For instance, Nek Mohmmad was the iron man of South Waziristan in 2004, before he was killed by a laser-guided missile. This disrupted the jihadi network of the Ahmadzai Wazir tribe and a lull prevailed for a few months.
Then, an ex-Guantanamo Bay prisoner, the one-legged Abdullah Mehsud, rose to prominence and soon grabbed the headlines by kidnapping and killing a Chinese engineer. He was killed in a shootout with security forces in southwestern Balochistan province in June 2005.
Earlier, Haji Omar, a Wazir tribesman and a rival of Baitullah's tribe, became the head of the Taliban in South Waziristan. He was soon deposed by Baitullah, who has become the only warlord with tentacles in all of the seven tribal areas of Pakistan, apart from Malakand Agency. His network also operates in Karachi.
Baitullah has proved to be an exceptional organizer and planner - and deadly. Apart from the killing of Bhutto, he is credited with masterminding the attack on the Sri Lankan cricket team in Lahore in March, as well as the assassination of anti-Taliban scholar Sarfaraz Naeemi in the same city a few months later, in addition to numerous other acts of terror.
Given Baitullah's stature, it would be difficult to replace him should he indeed fall victim to the military's bullets - in many ways he is the essential glue that holds his network together. The most likely outcome would be the breakup of the network into dozens of small stand-alone cells.

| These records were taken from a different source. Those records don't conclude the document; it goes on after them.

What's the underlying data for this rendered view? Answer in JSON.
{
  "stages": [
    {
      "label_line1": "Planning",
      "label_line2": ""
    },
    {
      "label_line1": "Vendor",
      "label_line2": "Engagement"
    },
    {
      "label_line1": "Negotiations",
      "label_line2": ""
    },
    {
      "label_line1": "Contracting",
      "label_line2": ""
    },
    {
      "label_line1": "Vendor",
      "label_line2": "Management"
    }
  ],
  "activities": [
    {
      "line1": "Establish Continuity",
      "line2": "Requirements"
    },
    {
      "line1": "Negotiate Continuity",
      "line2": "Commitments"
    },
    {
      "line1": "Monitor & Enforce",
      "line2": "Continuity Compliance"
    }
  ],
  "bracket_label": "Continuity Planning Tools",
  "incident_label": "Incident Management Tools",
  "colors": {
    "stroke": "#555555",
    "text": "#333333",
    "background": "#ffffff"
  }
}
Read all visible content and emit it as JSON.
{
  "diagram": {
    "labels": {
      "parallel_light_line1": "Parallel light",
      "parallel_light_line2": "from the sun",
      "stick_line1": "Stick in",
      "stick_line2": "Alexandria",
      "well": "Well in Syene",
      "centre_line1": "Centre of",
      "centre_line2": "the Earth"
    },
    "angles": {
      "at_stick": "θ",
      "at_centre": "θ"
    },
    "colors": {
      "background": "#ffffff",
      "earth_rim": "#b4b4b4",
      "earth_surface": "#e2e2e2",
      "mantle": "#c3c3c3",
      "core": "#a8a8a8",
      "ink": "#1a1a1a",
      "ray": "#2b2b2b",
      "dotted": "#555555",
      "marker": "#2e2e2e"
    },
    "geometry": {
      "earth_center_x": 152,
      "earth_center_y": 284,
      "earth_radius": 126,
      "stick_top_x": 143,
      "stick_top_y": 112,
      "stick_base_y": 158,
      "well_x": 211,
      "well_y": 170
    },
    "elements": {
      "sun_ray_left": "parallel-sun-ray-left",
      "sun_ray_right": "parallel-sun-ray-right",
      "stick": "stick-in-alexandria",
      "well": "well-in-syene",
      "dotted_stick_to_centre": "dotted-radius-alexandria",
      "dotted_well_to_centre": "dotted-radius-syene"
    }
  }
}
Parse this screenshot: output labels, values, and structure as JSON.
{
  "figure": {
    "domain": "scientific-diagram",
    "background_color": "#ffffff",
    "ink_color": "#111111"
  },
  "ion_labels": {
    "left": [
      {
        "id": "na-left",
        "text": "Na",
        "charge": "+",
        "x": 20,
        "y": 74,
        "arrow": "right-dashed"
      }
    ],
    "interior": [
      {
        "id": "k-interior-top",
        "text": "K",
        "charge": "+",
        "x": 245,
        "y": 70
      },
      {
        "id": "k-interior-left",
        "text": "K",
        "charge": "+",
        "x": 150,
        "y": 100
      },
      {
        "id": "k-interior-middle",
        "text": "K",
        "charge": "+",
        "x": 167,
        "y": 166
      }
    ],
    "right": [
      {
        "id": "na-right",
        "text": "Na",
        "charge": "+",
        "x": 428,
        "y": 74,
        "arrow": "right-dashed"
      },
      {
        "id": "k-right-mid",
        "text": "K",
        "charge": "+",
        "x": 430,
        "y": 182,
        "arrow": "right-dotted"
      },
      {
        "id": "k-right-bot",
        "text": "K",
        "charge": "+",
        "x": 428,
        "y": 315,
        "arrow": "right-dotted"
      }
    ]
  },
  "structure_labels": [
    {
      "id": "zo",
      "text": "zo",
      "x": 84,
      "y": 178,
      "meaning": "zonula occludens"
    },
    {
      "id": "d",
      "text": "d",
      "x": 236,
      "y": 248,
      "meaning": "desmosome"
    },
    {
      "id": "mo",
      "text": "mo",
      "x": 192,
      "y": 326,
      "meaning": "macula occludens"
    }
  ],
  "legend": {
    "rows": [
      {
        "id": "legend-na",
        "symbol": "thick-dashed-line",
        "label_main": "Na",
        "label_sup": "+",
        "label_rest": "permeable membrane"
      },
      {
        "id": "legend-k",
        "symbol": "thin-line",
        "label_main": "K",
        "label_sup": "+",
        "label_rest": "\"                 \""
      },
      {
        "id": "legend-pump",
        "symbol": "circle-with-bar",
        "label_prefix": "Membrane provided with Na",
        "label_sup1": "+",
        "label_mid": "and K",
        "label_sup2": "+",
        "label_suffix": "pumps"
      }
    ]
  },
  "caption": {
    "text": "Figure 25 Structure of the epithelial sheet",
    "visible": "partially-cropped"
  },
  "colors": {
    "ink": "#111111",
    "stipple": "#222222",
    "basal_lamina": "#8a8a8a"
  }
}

This would not have been possible a few years ago, but today most militants have contact and coordination with other groups, even though they operate independently. For instance, students of a particular radical madrassa (Islamic seminary) now have cross-linkages with various militant groups.
Pakistan's Inter-Services Intelligence has a dossier - seen by Asia Times Online - on this new phenomenon, with the extensive linkages of more than 1,000 militants carefully detailed.
Al-Qaeda has experienced a similar trend with stand-alone yet connected operatives in numerous countries, from Yemen to Somalia to Iraq. These operators do not need any headquarters to provide approvals, daily guidelines or financial help. Al-Qaeda's ideology and the motivation it provides is their underpinning guideline, that is, being a part of a global resistance against the West in retaliation for the occupation in Iraq and Afghanistan.
Each cell devises its own plans and then seeks help from selected people. These could be a former jihadi associate from Pakistan, Afghanistan, Iraq or elsewhere now living at the area of the planned operation.
A report acquired by Asia Times Online, compiled by a Western agency, identifies such a cell. It is led by Nur al-Din al-Muhajir, a former intelligence officer in Saddam Hussein's regime in Iraq and now linked to al-Qaeda. Its operations focus on disrupting trade lines off the coast of Somalia. According to the report, Nur is encouraging militants scattered around the area to also target international interests, rather than concentrate on small local targets.
In Pakistan, with the guns about to roar with renewed intensity in South Waziristan, the militants and their al-Qaeda colleagues will be aware of this bigger picture: that a conventional military offensive might work in the short term by causing disruption, but the seeds of resistance will soon sprout again, even if in a far-away land that has been tilled with the fertile al-Qaeda ideology.